Katherine looked for a moment as though she would cry. Adam, instinctively diplomatic, saw his discomfort and moved immediately to dispel it. ‘Glad you asked, Robert, actually. I was just talking this week to a couple of contacts I have on Fleet Street. I was thinking of trying my hand as a foreign correspondent. Small country, nowhere grand. Somewhere in Africa, perhaps, or Latin America.’
‘Wow.’
‘Just freelance, you understand.’
‘This time next year he’ll be toppling governments,’ Katherine said, brightening.
‘And Kat will be lighting up the London stage, or living on beans in a theatre collective in Bermondsey.’
‘Not mutually exclusive,’ she said, smiling. ‘What else am I going to do with a first in maths and a third in philosophy?’
‘You switched?’
‘Yes, after my first year. They’re the same thing, really, I thought. Maths I was good at, philosophy I haven’t been. I switched for love, and I was disappointed. Plus I did all the acting.’
‘Disappointed?
How so?’
‘I’ll tell you another time. It was scandalous. I’ll write about it one day. Katherine Grows Up, it’ll be called.’ Her high-strung laugh returned.
‘What about the Unicorn Society? Now that we exist?’ asked Robert.
Adam gave a bark of satisfied laughter. ‘It was rather fun this evening, wasn’t it? I really was very pleased.’
Katherine sucked deep on her cigarette, then blew a long wraith of smoke into the air. ‘Adam said we needed someone on my team to earthme. Stop me flaming out. I’m too flighty, he says.’
‘“Volatile” was my word, I think.’
Robert kept talking to Adam. ‘You want to do another event?’
‘I’d like to fine-tune a little. I’m not sure how to extract what everyone might have learned. I’m not even sure myself what it might be. I know what it looks like. I know what I think’s in it, I know what I think the elements are. It was an experiment. I’m trying to learn how to create experiences for people. We all need to digest it a little.’
‘Some light is so intense it can be experienced only as darkness,’ Katherine said. ‘Some presences are so intense they can be experienced only as absence. And vice versa.
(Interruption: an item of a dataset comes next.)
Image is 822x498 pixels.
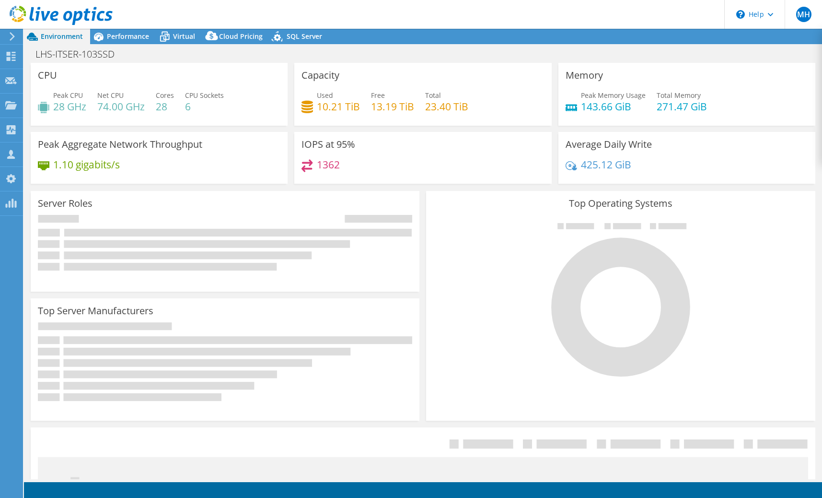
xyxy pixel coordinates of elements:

I can see what you’re reaching for.’
‘Actually I think Newton’s Papers could be the Society’s next project. Our knight’s a military man, scientist, he’d be damn good at lighting and all of that; his damsel is an excellent seamstress, if you noticed her outfit, all homemade. Our vicar’s a born stage manager. Dear old tart’s a damn good actress. Kat directs, you produce, I meddle: it’s perfect.’
‘We’d better get writing, then,’ Katherine said. ‘I’m going to work on the lost material. Adam, thank you, darling. Good night. Robert, would you escort me?’
Robert scrambled to his feet as Adam and Katherine clinched in a vigorous hug. Then, as they reached the door, a question popped into his head. ‘Just out of curiosity, why was I not supposed to talk till ten o’clock tonight?’
Adam smiled. ‘I have observed in social settings, my friend, that when nervous or trying to impress, your words-per-minute rate approximately quadruples. This is a natural response to stress, and the same phenomenon as its opposite, clamming up or becoming tongue-tied.’